Used to be a prolific journaler; like reading, it's something I haven't done in years, but it should be good practice. It will take a while to warm up the brain cells, both of them. I'm not in much of a stream of consciousness mood today. Anyway this is a start, at least opening the book and looking at the "page" (gosh I remember when pages were all made out of paper. I am ancient).
Maybe I can start thinking out loud about a notion that I've been thinking about for a few weeks. It started when Congress made a move to cut funding to the Corp. for Public Broadcasting - the last standing "Liberal" medium. My question: Is Art Subversive? By art I mean "the arts": Fine, Lively, Pop, whatever. Are the arts subversive, in some intrinsic way, to the prevailing or dominant culture, or to those in power? Is the creative act/artful invention the thing that is subversive, or dangerous, or suspect by the control freaks that rule us? I know that art forms can be co-opted, or used for purposes of propaganda. They did it in Nazi Germany and in Stalinist USSR. But both regimes were diligent, from Day One, to seize control of the communications media, the universities, or anywhere else a free spirit or free thinker might be hanging out.
As a musician, and as a teaching artist in public schools, it's a question that concerns me. I feel that the arts, as I present them, have a subversive element to them, because it's me. But I wonder if this is part of a much greater whole.
Maybe I can start thinking out loud about a notion that I've been thinking about for a few weeks. It started when Congress made a move to cut funding to the Corp. for Public Broadcasting - the last standing "Liberal" medium. My question: Is Art Subversive? By art I mean "the arts": Fine, Lively, Pop, whatever. Are the arts subversive, in some intrinsic way, to the prevailing or dominant culture, or to those in power? Is the creative act/artful invention the thing that is subversive, or dangerous, or suspect by the control freaks that rule us? I know that art forms can be co-opted, or used for purposes of propaganda. They did it in Nazi Germany and in Stalinist USSR. But both regimes were diligent, from Day One, to seize control of the communications media, the universities, or anywhere else a free spirit or free thinker might be hanging out.
As a musician, and as a teaching artist in public schools, it's a question that concerns me. I feel that the arts, as I present them, have a subversive element to them, because it's me. But I wonder if this is part of a much greater whole.
necia:
Now, that is something I'm going to be thinking about and get back to you. It's an especially relevant question in this forum--art and the human body always seems to be subversive and controversial, and I've been thinking a lot about that lately.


What is needed is the run of lines from the one with "Tell me where 'tree' is." through the close of the data, set down exactly.

** DATA SHOWN **
- - - -
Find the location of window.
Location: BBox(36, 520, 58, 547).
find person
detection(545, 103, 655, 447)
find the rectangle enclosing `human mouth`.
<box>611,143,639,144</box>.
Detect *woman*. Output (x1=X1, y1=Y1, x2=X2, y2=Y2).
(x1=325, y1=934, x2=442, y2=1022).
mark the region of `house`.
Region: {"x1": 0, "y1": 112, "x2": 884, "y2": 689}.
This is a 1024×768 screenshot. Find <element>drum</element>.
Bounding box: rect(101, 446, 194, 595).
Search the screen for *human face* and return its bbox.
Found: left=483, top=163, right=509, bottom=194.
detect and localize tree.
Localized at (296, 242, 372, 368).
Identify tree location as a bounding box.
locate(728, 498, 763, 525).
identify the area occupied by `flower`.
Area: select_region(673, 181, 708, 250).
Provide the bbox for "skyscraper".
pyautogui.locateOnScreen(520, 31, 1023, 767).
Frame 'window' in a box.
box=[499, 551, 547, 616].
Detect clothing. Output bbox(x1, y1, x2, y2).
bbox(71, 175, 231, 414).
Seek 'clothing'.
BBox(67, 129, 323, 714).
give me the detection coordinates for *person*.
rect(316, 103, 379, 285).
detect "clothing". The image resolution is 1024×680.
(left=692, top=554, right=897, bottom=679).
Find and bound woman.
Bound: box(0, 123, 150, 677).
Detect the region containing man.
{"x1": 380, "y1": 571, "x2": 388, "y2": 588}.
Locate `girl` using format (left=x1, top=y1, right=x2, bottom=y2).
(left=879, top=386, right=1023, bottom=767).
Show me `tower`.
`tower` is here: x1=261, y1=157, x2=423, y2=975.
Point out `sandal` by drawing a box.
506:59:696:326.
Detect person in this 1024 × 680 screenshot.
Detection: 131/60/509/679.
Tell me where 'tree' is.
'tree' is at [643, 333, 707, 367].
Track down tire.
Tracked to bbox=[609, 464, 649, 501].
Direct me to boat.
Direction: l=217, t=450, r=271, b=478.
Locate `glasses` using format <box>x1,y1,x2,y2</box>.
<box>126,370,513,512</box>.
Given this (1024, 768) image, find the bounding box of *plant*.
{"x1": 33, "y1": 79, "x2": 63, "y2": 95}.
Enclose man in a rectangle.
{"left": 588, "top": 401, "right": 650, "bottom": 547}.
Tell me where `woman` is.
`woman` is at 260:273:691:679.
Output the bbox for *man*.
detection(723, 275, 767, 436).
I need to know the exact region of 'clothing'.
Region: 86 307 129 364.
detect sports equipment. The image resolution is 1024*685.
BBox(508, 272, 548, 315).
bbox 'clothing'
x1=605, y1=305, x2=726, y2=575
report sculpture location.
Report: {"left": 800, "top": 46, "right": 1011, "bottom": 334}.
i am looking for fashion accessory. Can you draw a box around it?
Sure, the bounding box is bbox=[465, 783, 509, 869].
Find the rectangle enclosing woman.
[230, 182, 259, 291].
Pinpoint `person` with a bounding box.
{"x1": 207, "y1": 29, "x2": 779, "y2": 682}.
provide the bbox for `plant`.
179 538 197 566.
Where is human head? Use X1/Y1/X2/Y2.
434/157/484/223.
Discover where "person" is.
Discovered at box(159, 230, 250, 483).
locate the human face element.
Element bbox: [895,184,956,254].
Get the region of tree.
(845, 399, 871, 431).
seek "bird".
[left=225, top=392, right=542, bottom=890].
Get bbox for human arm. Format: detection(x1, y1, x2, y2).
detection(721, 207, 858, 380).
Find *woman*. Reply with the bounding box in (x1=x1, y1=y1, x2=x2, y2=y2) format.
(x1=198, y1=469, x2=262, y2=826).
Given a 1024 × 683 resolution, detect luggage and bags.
- - - -
** EXERCISE ANSWER **
Tell me where 'tree' is.
'tree' is at [643, 333, 707, 367].
Track down tire.
Tracked to bbox=[609, 464, 649, 501].
Direct me to boat.
Direction: l=217, t=450, r=271, b=478.
Locate `glasses` using format <box>x1,y1,x2,y2</box>.
<box>126,370,513,512</box>.
Given this (1024, 768) image, find the bounding box of *plant*.
{"x1": 33, "y1": 79, "x2": 63, "y2": 95}.
Enclose man in a rectangle.
{"left": 588, "top": 401, "right": 650, "bottom": 547}.
Tell me where `woman` is.
`woman` is at 260:273:691:679.
Output the bbox for *man*.
detection(723, 275, 767, 436).
I need to know the exact region of 'clothing'.
Region: 86 307 129 364.
detect sports equipment. The image resolution is 1024*685.
BBox(508, 272, 548, 315).
bbox 'clothing'
x1=605, y1=305, x2=726, y2=575
report sculpture location.
Report: {"left": 800, "top": 46, "right": 1011, "bottom": 334}.
i am looking for fashion accessory. Can you draw a box around it?
Sure, the bounding box is bbox=[465, 783, 509, 869].
Find the rectangle enclosing woman.
[230, 182, 259, 291].
Pinpoint `person` with a bounding box.
{"x1": 207, "y1": 29, "x2": 779, "y2": 682}.
provide the bbox for `plant`.
179 538 197 566.
Where is human head? Use X1/Y1/X2/Y2.
434/157/484/223.
Discover where "person" is.
Discovered at box(159, 230, 250, 483).
locate the human face element.
Element bbox: [895,184,956,254].
Get the region of tree.
(845, 399, 871, 431).
seek "bird".
[left=225, top=392, right=542, bottom=890].
Get bbox for human arm. Format: detection(x1, y1, x2, y2).
detection(721, 207, 858, 380).
Find *woman*. Reply with the bounding box in (x1=x1, y1=y1, x2=x2, y2=y2) format.
(x1=198, y1=469, x2=262, y2=826).
Given a 1024 × 683 resolution, detect luggage and bags.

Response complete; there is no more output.